Author: Lynne Peeples
Anesthesiology News
Delivering appropriate nutrition for very sick adults with COVID-19 remains an important consideration for optimizing these patients’ outcomes, but it also involves some unique challenges, according to a presentation at the ASPEN20 Virtual Conference.
”We’re assessing and treating COVID-19 patients just like any other patients in the ICU with acute respiratory distress syndrome (ARDS), with the exception of exposure issues,” said Robert Martindale, MD, PhD, a professor of surgery and an expert in digestive health at Oregon Health & Science University, in Portland.
Dr. Martindale and other session presenters highlighted the importance of choosing and timing the provision of nutrition products while also protecting health care workers. He suggested using enteral nutrition if it can be successfully given via a gastric feeding tube, and then considering supplementation with parenteral nutrition if the enteral route is unsuccessful.
Both the Society of Critical Care Medicine and ASPEN will be releasing COVID-19 nutrition recommendations this week, which he noted will include discussion of early conversion to parenteral nutrition if the enteral mode requires significantly more health care worker exposure.
”I never thought I’d say that,” Dr. Martindale said. This strategy, however, should decrease the need to check patients’ bellies, place distal feeding tubes and other potential routes of exposure for health care providers.
”How do we deliver the same nutrition support without having too much health care worker exposure to the [causative SARS-CoV-2] virus?” Dr. Martindale said. ”That is a big issue.”
When it comes to parenteral nutrition, if using IV lipid emulsions, he recommended opting for lipid injectable emulsions that are lower in proinflammatory soybean oil and using mixed lipid emulsions that contain fish oil and olive oil.
Historically, the only lipid injectable emulsions available in the United States were 100% soybean oil. Additional products have been developed in recent years, including Fresenius Kabi’s SMOFlipid, a combination of soybean oil, medium-chain triglycerides, olive oil and fish oil, and Omegaven, an injectable emulsion of fish oil triglycerides.

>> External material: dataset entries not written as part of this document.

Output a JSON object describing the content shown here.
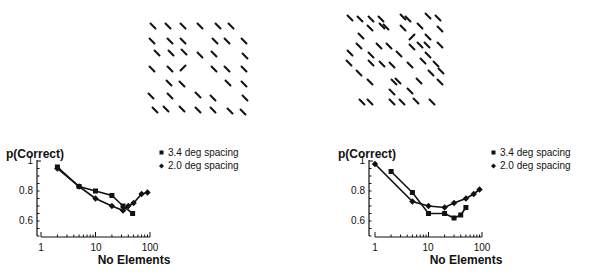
{
  "figure": {
    "background": "#ffffff",
    "ink": "#111111"
  },
  "panels": [
    {
      "id": "left",
      "stimulus": {
        "segment_length": 7,
        "elements": [
          [
            153,
            26,
            0
          ],
          [
            168,
            26,
            0
          ],
          [
            183,
            26,
            0
          ],
          [
            200,
            26,
            0
          ],
          [
            218,
            26,
            0
          ],
          [
            231,
            26,
            0
          ],
          [
            152,
            41,
            0
          ],
          [
            170,
            41,
            0
          ],
          [
            183,
            41,
            0
          ],
          [
            215,
            41,
            0
          ],
          [
            227,
            41,
            0
          ],
          [
            244,
            41,
            0
          ],
          [
            157,
            53,
            0
          ],
          [
            171,
            53,
            0
          ],
          [
            184,
            52,
            0
          ],
          [
            200,
            55,
            0
          ],
          [
            214,
            54,
            0
          ],
          [
            245,
            56,
            0
          ],
          [
            152,
            69,
            0
          ],
          [
            170,
            69,
            0
          ],
          [
            183,
            68,
            1
          ],
          [
            214,
            69,
            0
          ],
          [
            227,
            69,
            0
          ],
          [
            244,
            69,
            0
          ],
          [
            169,
            83,
            0
          ],
          [
            182,
            84,
            0
          ],
          [
            228,
            83,
            0
          ],
          [
            244,
            84,
            0
          ],
          [
            151,
            96,
            0
          ],
          [
            170,
            96,
            0
          ],
          [
            198,
            95,
            0
          ],
          [
            213,
            98,
            0
          ],
          [
            245,
            98,
            0
          ],
          [
            155,
            110,
            0
          ],
          [
            166,
            109,
            0
          ],
          [
            182,
            109,
            0
          ],
          [
            198,
            110,
            0
          ],
          [
            213,
            110,
            0
          ],
          [
            230,
            111,
            0
          ],
          [
            243,
            112,
            0
          ]
        ]
      },
      "chart": {
        "ylabel": "p(Correct)",
        "xlabel": "No Elements",
        "x_ticks": [
          "1",
          "10",
          "100"
        ],
        "y_ticks": [
          "1",
          "0.8",
          "0.6"
        ],
        "legend": [
          {
            "marker": "square",
            "label": "3.4 deg spacing"
          },
          {
            "marker": "diamond",
            "label": "2.0 deg spacing"
          }
        ]
      }
    },
    {
      "id": "right",
      "stimulus": {
        "segment_length": 7,
        "elements": [
          [
            350,
            18,
            0
          ],
          [
            360,
            19,
            0
          ],
          [
            371,
            19,
            0
          ],
          [
            381,
            19,
            0
          ],
          [
            403,
            17,
            0
          ],
          [
            408,
            19,
            0
          ],
          [
            428,
            16,
            0
          ],
          [
            438,
            18,
            0
          ],
          [
            370,
            28,
            0
          ],
          [
            382,
            26,
            0
          ],
          [
            386,
            27,
            0
          ],
          [
            403,
            28,
            0
          ],
          [
            420,
            26,
            0
          ],
          [
            440,
            29,
            0
          ],
          [
            361,
            36,
            0
          ],
          [
            412,
            37,
            1
          ],
          [
            428,
            37,
            0
          ],
          [
            359,
            46,
            0
          ],
          [
            379,
            46,
            0
          ],
          [
            389,
            46,
            0
          ],
          [
            412,
            47,
            0
          ],
          [
            420,
            45,
            0
          ],
          [
            427,
            45,
            0
          ],
          [
            440,
            45,
            0
          ],
          [
            350,
            53,
            0
          ],
          [
            371,
            55,
            0
          ],
          [
            399,
            54,
            0
          ],
          [
            428,
            55,
            0
          ],
          [
            349,
            63,
            0
          ],
          [
            371,
            63,
            0
          ],
          [
            382,
            64,
            0
          ],
          [
            392,
            65,
            0
          ],
          [
            410,
            65,
            0
          ],
          [
            423,
            61,
            0
          ],
          [
            436,
            64,
            0
          ],
          [
            359,
            73,
            0
          ],
          [
            431,
            73,
            0
          ],
          [
            441,
            71,
            0
          ],
          [
            370,
            82,
            0
          ],
          [
            394,
            82,
            0
          ],
          [
            398,
            81,
            0
          ],
          [
            419,
            81,
            0
          ],
          [
            440,
            82,
            0
          ],
          [
            392,
            92,
            0
          ],
          [
            410,
            91,
            0
          ],
          [
            362,
            102,
            0
          ],
          [
            370,
            102,
            0
          ],
          [
            392,
            102,
            0
          ],
          [
            402,
            102,
            0
          ],
          [
            416,
            101,
            0
          ],
          [
            432,
            102,
            0
          ]
        ]
      },
      "chart": {
        "ylabel": "p(Correct)",
        "xlabel": "No Elements",
        "x_ticks": [
          "1",
          "10",
          "100"
        ],
        "y_ticks": [
          "1",
          "0.8",
          "0.6"
        ],
        "legend": [
          {
            "marker": "square",
            "label": "3.4 deg spacing"
          },
          {
            "marker": "diamond",
            "label": "2.0 deg spacing"
          }
        ]
      }
    }
  ],
  "chart_data": [
    {
      "type": "line",
      "title": "",
      "xlabel": "No Elements",
      "ylabel": "p(Correct)",
      "xscale": "log",
      "xlim": [
        1,
        100
      ],
      "ylim": [
        0.5,
        1.0
      ],
      "x_ticks": [
        1,
        10,
        100
      ],
      "y_ticks": [
        0.6,
        0.8,
        1
      ],
      "grid": false,
      "legend_position": "upper right, outside plot",
      "series": [
        {
          "name": "3.4 deg spacing",
          "marker": "square",
          "x": [
            2,
            5,
            10,
            20,
            32,
            48
          ],
          "y": [
            0.96,
            0.83,
            0.8,
            0.77,
            0.7,
            0.65
          ]
        },
        {
          "name": "2.0 deg spacing",
          "marker": "diamond",
          "x": [
            2,
            5,
            10,
            20,
            32,
            40,
            50,
            70,
            90
          ],
          "y": [
            0.95,
            0.83,
            0.75,
            0.7,
            0.67,
            0.7,
            0.72,
            0.78,
            0.79
          ]
        }
      ]
    },
    {
      "type": "line",
      "title": "",
      "xlabel": "No Elements",
      "ylabel": "p(Correct)",
      "xscale": "log",
      "xlim": [
        1,
        100
      ],
      "ylim": [
        0.5,
        1.0
      ],
      "x_ticks": [
        1,
        10,
        100
      ],
      "y_ticks": [
        0.6,
        0.8,
        1
      ],
      "grid": false,
      "legend_position": "upper right, outside plot",
      "series": [
        {
          "name": "3.4 deg spacing",
          "marker": "square",
          "x": [
            2,
            5,
            10,
            20,
            30,
            40,
            50
          ],
          "y": [
            0.93,
            0.79,
            0.65,
            0.65,
            0.62,
            0.64,
            0.69
          ]
        },
        {
          "name": "2.0 deg spacing",
          "marker": "diamond",
          "x": [
            1,
            5,
            10,
            20,
            30,
            50,
            70,
            90
          ],
          "y": [
            0.98,
            0.73,
            0.7,
            0.69,
            0.72,
            0.75,
            0.78,
            0.81
          ]
        }
      ]
    }
  ]
}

”We no longer have to use 100% soybean oil,” Dr. Martindale added. ”Now that we have a potentially less inflammatory oil, we should use it.”
More specifically, he noted that fish oils produce metabolites called specialized pro-resolving mediators (SPMs). An inflamed cell turns on production of SPMs, which are made from the omega-3 fatty acids eicosapentaenoic acid and docosahexaenoic acid by the body. ”Those go on to stimulate resolution of inflammation,” Dr. Martindale said. Based on evidence from flu and other viruses (N Engl J Med 2013;369[2]:191-193), ”SPMs might enhance viral clearance,” he added. ”But that’s pure speculation at this point for COVID-19.”
In addition, you need to follow the lipid profiles of COVID-19 patients,” Dr. Martindale said. ”For the subpopulation of patients who get rapidly sick—and need a ventilator within 12 to 24 hours—you need to be especially careful with lipids. Their serum lipids seem to rapidly rise for unexplained reasons.”
Joseph Boullata, PharmD, a clinical specialist with the Clinical Nutrition Support Services at the Hospital of the University of Pennsylvania, in Philadelphia, and the session presenter, also emphasized the outcome benefits of new lipid emulsions over the traditional 100% soybean oil products.
He added a warning about the use of propofol in COVID-19 patients: The anesthetic is suspended in a 100% soybean oil-based emulsion that is known to be proinflammatory.
Another product that may benefit COVID-19 patients is probiotics, according to Dr. Martindale. He noted he would consider providing probiotics to these patients on admission to the ICU. ”I believe strongly that probiotics are important for everybody, especially those with viral infections,” he said.
A 2015 Cochrane Review found probiotics to be better than placebo in reducing episodes of acute upper respiratory tract infections (URTI) by nearly 50% and the duration of an episode of acute URTI by nearly two days (Cochrane Database Syst Rev 2015;[2]:CD006895). ”But these are not recommendations,” he said. ”This is based on literature of other viruses and we need to study these to see if the same holds true for COVID-19.
“The worst thing we can do is something that will harm this fragile group of patients and any intervention needs to be based in evidence,” Dr. Martindale noted.